To generate saliency maps, select the appropriate .yaml
configuration file for the dataset from ./config/data/
and the modality for the XAI method configuration from ./config/explain_method/
. Then, run the following command, specifying both configurations:
latec-explain data=vesselmnist3d.yaml explain_method=volume.yaml
For score computation, in addition to specifying data
and explain_method
, define the evaluation method configuration from ./config/eval_metric/
and provide the .npz
file containing the saliency maps (located at ./data/saliency_maps/*modality*/
). Run the following command with all the required configurations:
latec-eval data=vesselmnist3d.yaml explain_method=volume.yaml eval_metric=volume_vessel.yaml attr_path='saliency_maps_vesselmnist3d.npz'
To generate ranking tables, run the following command. Ensure that the paths in ./config/rank.yaml
point to the correct evaluation score .npz
files and that the appropriate ranking schema is selected:
latec-rank
To run all three steps in sequence, use the provided bash script ./scripts/run_all_steps.sh
, ensuring that the respective configuration files are correctly filled out. Please note that this process can be time-consuming, even with GPU resources.
- Add your dataset to the
./data/datasets/
folder and place your model weights as a.ckpt
file in the./data/model_weights/
folder. - Add a LightningDataModule file for your dataset to
./src/data/
and a corresponding config.yaml file to./config/data/
. Ensure the YAML file includes the*_target_*
specification. - Initialize the model and load the weights in the ModelsModule.init function (from
./src/modules/models.py
) for the appropriate modality, and append the model to theself.models
list. - Add the necessary layer for CAM methods and the Relational Representation Stability metric to both functions in
./src/utils/hidden_layer_selection.py
.
- Add the XAI method parameters to the relevant config file located at
./config/explain_methods/*modality*.yaml
. - Add the method to the method registry as a
config()
function similar to other methods in./src/modules/registry/xai_methods_registry.py
. - Ensure that your XAI method object contains a
.attribute(input, target, **hparams)
method that takes an observation, target, and parameters as input, and returns the saliency map as a NumPy array or PyTorch tensor.
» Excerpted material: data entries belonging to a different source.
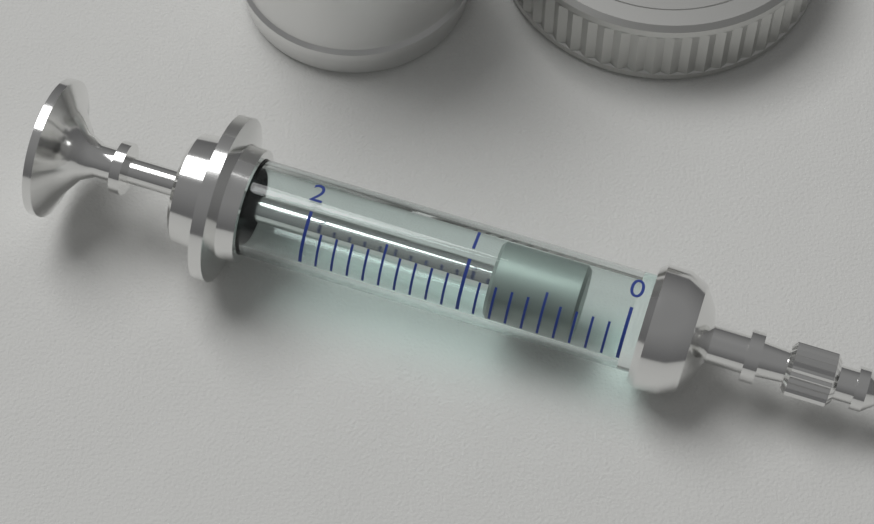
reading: 0.3 (no unit)
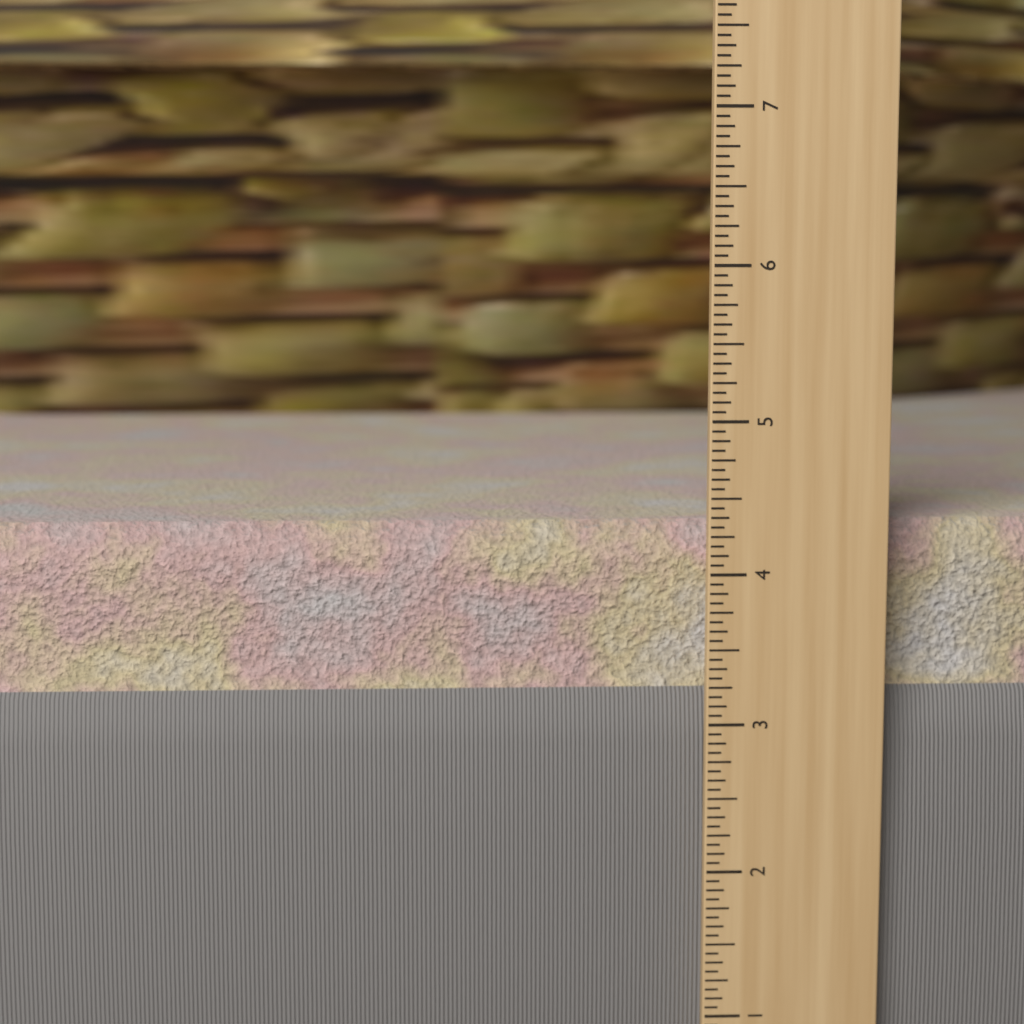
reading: 4.3125 in
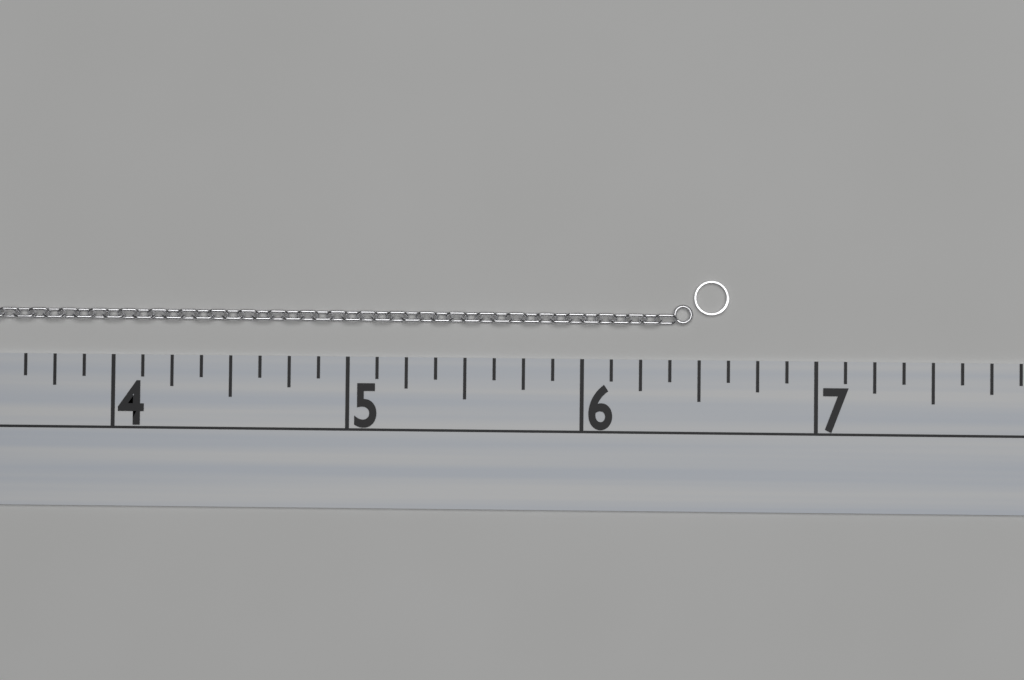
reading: 6.625 (no unit)
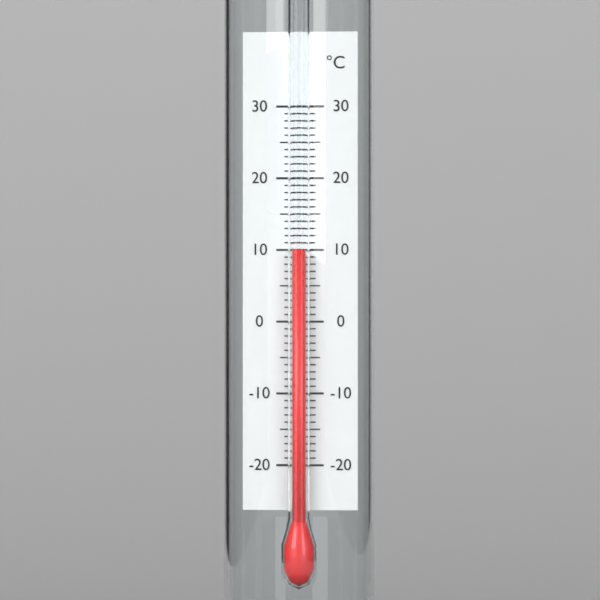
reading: 10 °C
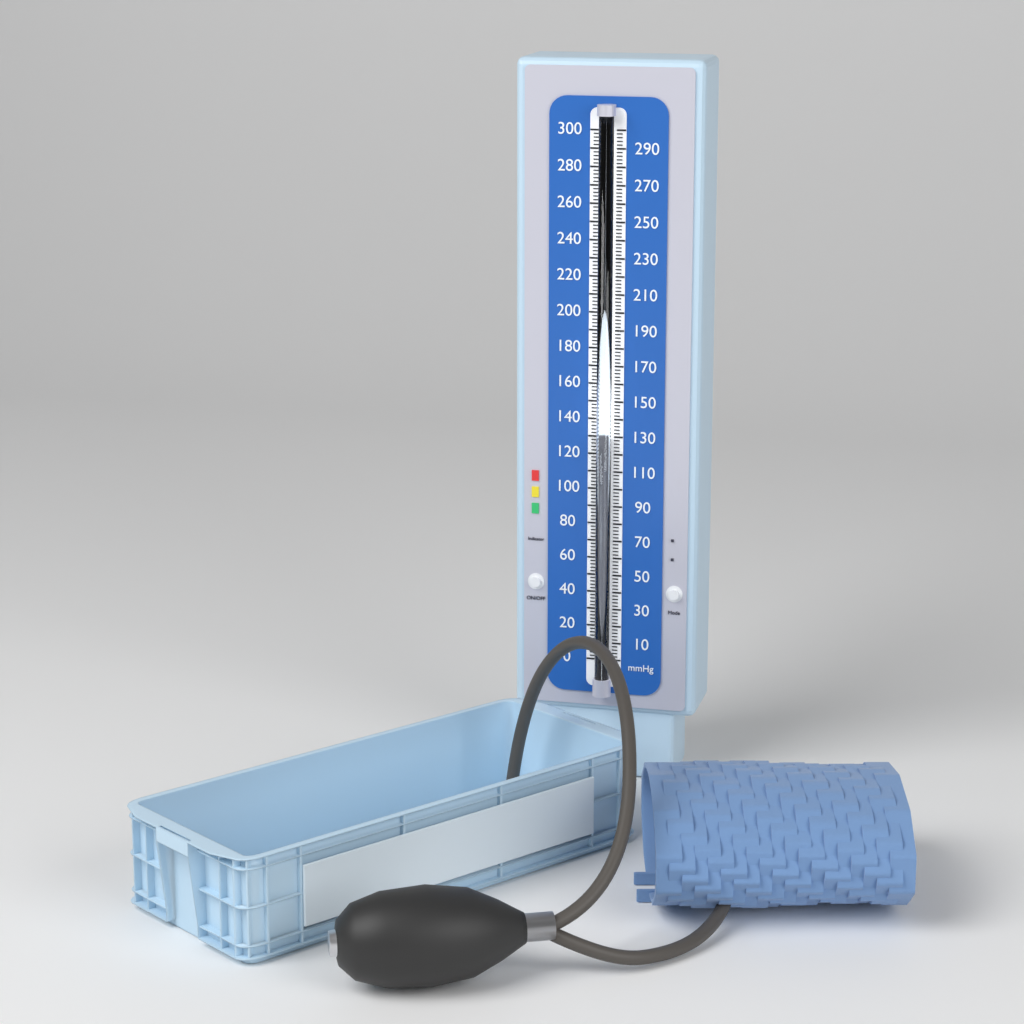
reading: 132 mmHg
- Add the evaluation metric parameters to the relevant config file located at
./config/eval_methods/*dataset*.yaml
. - Add the metric to the metric registry as a
config()
function similar to other metrics in./src/modules/registry/eval_metrics_registry.py
. - Ensure that your metric's
__call__(x_batch, y_batch, a_batch, device, **kwargs)
function accepts the observation batches (x_batch
), targets (y_batch
), saliency maps (a_batch
), and device as inputs, and outputs the scores as a NumPy array. These scores will be appended toeval_scores
. Depending on the experiment, acustom_batch
of data and the XAI method might be applied as well. If your metric requires them, include them in the**kwargs
input.
Bibtex:
@misc{klein2024navigating,
title={Navigating the Maze of Explainable AI: A Systematic Approach to Evaluating Methods and Metrics},
author={Lukas Klein and Carsten T. Lüth and Udo Schlegel and Till J. Bungert and Mennatallah El-Assady and Paul F. Jäger},
year={2024},
eprint={2409.16756},
archivePrefix={arXiv},
primaryClass={cs.CV},
url={https://arxiv.org/abs/2409.16756},
}
The code is developed by the authors of the paper. However, it does also contain pieces of code from the following packages:
- Pytorch EfficientNet 3D by Shi, Jian: https://github.com/shijianjian/EfficientNet-PyTorch-3D
- Pytorch Point Cloud Transformer by Guo, Meng-Hao et al.: https://github.com/Strawberry-Eat-Mango/PCT_Pytorch
- Pytorch Transformer-Explainability by Chefer, Hila et al.: https://github.com/hila-chefer/Transformer-Explainability
- Image Classification by Ziegler, Sebastian: https://github.com/MIC-DKFZ/image_classification
LATEC is developed and maintained by the Interactive Machine Learning Group of Helmholtz Imaging and the DKFZ, as well as the Institute for Machine Learning of the ETH Zürich.